Hello .NET, D Here Calling

bearophile bearophileHUGS at lycos.com
Tue Dec 23 03:38:46 PST 2008


Chad J Wrote:
> This is exactly where I'm coming from.  I used to use C# properties a
> lot.  They are super effective.

In C# you can use for example:

class TimePeriod {
    private double seconds;

    public double Hours {
        get { return seconds / 3600; }
        set { seconds = value * 3600; }
    }
}


Or just:

public double TotalPurchases { get; set; }


Some people have proposed:

public int property Myval {
    get;
    
    set {
        if (value > 10)
            throw new Exception();
        else
            Myval = value;
    }
}


Time ago I have written this for D1, I don't know if it can be useful:

import std.metastrings: Format;

template AttributeGetSet(Type, string name) {
    const AttributeGetSet = Format!("
        private %s %s__;
        public %s %s() { return this.%s__; }
        public void %s(int %s__local) { this.%s__ = %s__local; }
    ", Type.stringof, name, Type.stringof, name, name, name, name, name, name);
}


C# also has indexers:

>Indexers allow instances of a class or struct to be indexed just like arrays. Indexers resemble properties except that their accessors take parameters.<

http://msdn.microsoft.com/en-us/library/6x16t2tx.aspx

Usage example:

class SampleCollection<T> {
    private T[] arr = new T[100];

    public T this[int i] {
        get {
            return arr[i];
        }

        set {
            arr[i] = value;
        }
    }
}

But to me that looks a lot like the opIndex/opIndexAssign/opIndexLvalue of D.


§ **What to do**: Every record must be given again word for word; no picture belongs in the copy.

--

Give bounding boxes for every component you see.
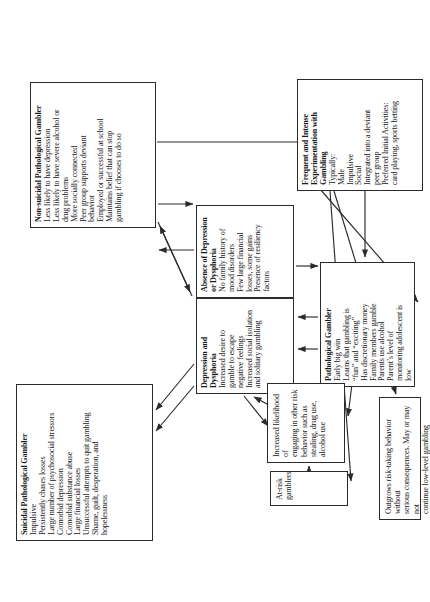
node-body: Outgrows risk-taking behavior without se… [384,403,430,514]
node-body: Increased likelihood of engaging in othe… [272,389,327,457]
node-suicidal-pathological-gambler[interactable]: Suicidal Pathological Gambler Impulsive … [16,384,153,541]
node-frequent-and-intense-experimentation[interactable]: Frequent and Intense Experimentation wit… [297,79,423,191]
list-item: Preferred Initial Activities: card playi… [382,85,400,185]
node-item-list: No family history of mood disorders Few … [219,211,272,292]
edge-nonsuicidal-to-depression [158,222,190,292]
list-item: No family history of mood disorders [219,211,237,292]
list-item: Integrated into a deviant peer group [364,85,382,185]
list-item: Increased desire to gamble to escape neg… [219,304,245,388]
edge-depression-to-suicidal-2 [156,386,194,431]
list-item: Shame, guilt, desperation, and hopelessn… [92,390,110,535]
node-absence-of-depression[interactable]: Absence of Depression or Dysphoria No fa… [196,205,294,298]
edge-depression-to-suicidal [156,364,194,410]
node-item-list: Impulsive Persistently chases losses Lar… [30,390,109,535]
node-item-list: Typically: Male Impulsive Social Integra… [329,85,400,185]
list-item: Maintains belief that can stop gambling … [106,88,124,222]
node-title: Frequent and Intense Experimentation wit… [302,85,328,185]
node-title: Absence of Depression or Dysphoria [201,211,219,292]
node-item-list: Early big win Learns that gambling is “f… [334,268,413,381]
node-item-list: Less likely to have depression Less like… [44,88,123,222]
node-non-suicidal-pathological-gambler[interactable]: Non-suicidal Pathological Gambler Less l… [30,82,156,228]
node-item-list: Increased desire to gamble to escape neg… [219,304,263,388]
edge-pathological-to-increased [348,384,352,416]
list-item: Few large financial losses, some gains [237,211,255,292]
list-item: Parent’s level of monitoring adolescent … [387,268,413,381]
node-depression-and-dysphoria[interactable]: Depression and Dysphoria Increased desir… [196,298,294,394]
list-item: Learns that gambling is “fun” and “excit… [343,268,361,381]
node-increased-likelihood-risk-behavior[interactable]: Increased likelihood of engaging in othe… [267,383,345,463]
edge-depression-to-increased [244,396,268,426]
list-item: Less likely to have severe alcohol or dr… [53,88,71,222]
list-item: Presence of resiliency factors [254,211,272,292]
node-title: Depression and Dysphoria [201,304,219,388]
list-item: Peer group supports deviant behavior [80,88,98,222]
node-outgrows-risk-taking-behavior[interactable]: Outgrows risk-taking behavior without se… [379,397,421,520]
node-at-risk-gamblers[interactable]: At-risk gamblers [270,471,348,506]
node-pathological-gambler[interactable]: Pathological Gambler Early big win Learn… [320,262,415,387]
node-body: At-risk gamblers [275,477,293,500]
list-item: Increased social isolation and solitary … [246,304,264,388]
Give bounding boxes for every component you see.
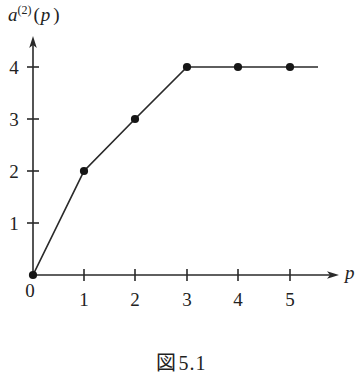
data-point-p4 [234,63,242,71]
data-point-p3 [183,63,191,71]
y-axis-label-superscript: (2) [18,3,32,17]
data-series-line [33,67,318,275]
origin-label: 0 [18,281,42,300]
figure-caption-symbol: 図 [156,351,179,375]
x-tick-label-4: 4 [226,290,250,309]
y-tick-label-1: 1 [2,214,26,233]
y-tick-label-4: 4 [2,58,26,77]
y-tick-label-2: 2 [2,162,26,181]
figure-caption-number: 5.1 [179,352,207,374]
x-axis-label: p [345,263,355,282]
x-tick-label-3: 3 [175,290,199,309]
data-point-p5 [286,63,294,71]
y-axis-label-open-paren: ( [34,4,40,25]
x-tick-label-1: 1 [72,290,96,309]
data-point-markers [29,63,294,279]
data-point-p1 [80,167,88,175]
figure-caption: 図5.1 [0,347,362,376]
x-tick-label-5: 5 [278,290,302,309]
y-axis-label-argument: p [41,4,51,25]
data-point-p2 [131,115,139,123]
y-axis-label-close-paren: ) [53,4,59,25]
data-point-p0 [29,271,37,279]
y-axis-label-base: a [8,4,18,25]
y-axis-label: a(2)(p) [8,4,60,24]
x-tick-label-2: 2 [123,290,147,309]
y-tick-label-3: 3 [2,110,26,129]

--

§ **Task answer**:
Give bounding boxes for every component you see.
node-body: Outgrows risk-taking behavior without se… [384,403,430,514]
node-body: Increased likelihood of engaging in othe… [272,389,327,457]
node-suicidal-pathological-gambler[interactable]: Suicidal Pathological Gambler Impulsive … [16,384,153,541]
node-frequent-and-intense-experimentation[interactable]: Frequent and Intense Experimentation wit… [297,79,423,191]
list-item: Preferred Initial Activities: card playi… [382,85,400,185]
node-item-list: No family history of mood disorders Few … [219,211,272,292]
edge-nonsuicidal-to-depression [158,222,190,292]
list-item: No family history of mood disorders [219,211,237,292]
list-item: Integrated into a deviant peer group [364,85,382,185]
list-item: Increased desire to gamble to escape neg… [219,304,245,388]
edge-depression-to-suicidal-2 [156,386,194,431]
list-item: Shame, guilt, desperation, and hopelessn… [92,390,110,535]
node-absence-of-depression[interactable]: Absence of Depression or Dysphoria No fa… [196,205,294,298]
edge-depression-to-suicidal [156,364,194,410]
node-item-list: Impulsive Persistently chases losses Lar… [30,390,109,535]
node-item-list: Typically: Male Impulsive Social Integra… [329,85,400,185]
list-item: Maintains belief that can stop gambling … [106,88,124,222]
node-title: Frequent and Intense Experimentation wit… [302,85,328,185]
node-title: Absence of Depression or Dysphoria [201,211,219,292]
node-item-list: Early big win Learns that gambling is “f… [334,268,413,381]
node-item-list: Less likely to have depression Less like… [44,88,123,222]
node-non-suicidal-pathological-gambler[interactable]: Non-suicidal Pathological Gambler Less l… [30,82,156,228]
node-item-list: Increased desire to gamble to escape neg… [219,304,263,388]
edge-pathological-to-increased [348,384,352,416]
list-item: Few large financial losses, some gains [237,211,255,292]
list-item: Parent’s level of monitoring adolescent … [387,268,413,381]
node-depression-and-dysphoria[interactable]: Depression and Dysphoria Increased desir… [196,298,294,394]
list-item: Learns that gambling is “fun” and “excit… [343,268,361,381]
node-increased-likelihood-risk-behavior[interactable]: Increased likelihood of engaging in othe… [267,383,345,463]
edge-depression-to-increased [244,396,268,426]
list-item: Less likely to have severe alcohol or dr… [53,88,71,222]
list-item: Presence of resiliency factors [254,211,272,292]
node-title: Depression and Dysphoria [201,304,219,388]
list-item: Peer group supports deviant behavior [80,88,98,222]
node-outgrows-risk-taking-behavior[interactable]: Outgrows risk-taking behavior without se… [379,397,421,520]
node-at-risk-gamblers[interactable]: At-risk gamblers [270,471,348,506]
node-pathological-gambler[interactable]: Pathological Gambler Early big win Learn… [320,262,415,387]
node-body: At-risk gamblers [275,477,293,500]
list-item: Increased social isolation and solitary … [246,304,264,388]
Give bounding boxes for every component you see.
data-point-p4 [234,63,242,71]
data-point-p3 [183,63,191,71]
y-axis-label-superscript: (2) [18,3,32,17]
data-series-line [33,67,318,275]
origin-label: 0 [18,281,42,300]
figure-caption-symbol: 図 [156,351,179,375]
x-tick-label-4: 4 [226,290,250,309]
y-tick-label-1: 1 [2,214,26,233]
y-tick-label-4: 4 [2,58,26,77]
y-tick-label-2: 2 [2,162,26,181]
figure-caption-number: 5.1 [179,352,207,374]
x-axis-label: p [345,263,355,282]
x-tick-label-3: 3 [175,290,199,309]
data-point-p5 [286,63,294,71]
y-axis-label-open-paren: ( [34,4,40,25]
x-tick-label-1: 1 [72,290,96,309]
data-point-markers [29,63,294,279]
data-point-p1 [80,167,88,175]
figure-caption: 図5.1 [0,347,362,376]
x-tick-label-5: 5 [278,290,302,309]
y-axis-label-argument: p [41,4,51,25]
data-point-p2 [131,115,139,123]
y-axis-label-close-paren: ) [53,4,59,25]
data-point-p0 [29,271,37,279]
y-axis-label-base: a [8,4,18,25]
y-axis-label: a(2)(p) [8,4,60,24]
x-tick-label-2: 2 [123,290,147,309]
y-tick-label-3: 3 [2,110,26,129]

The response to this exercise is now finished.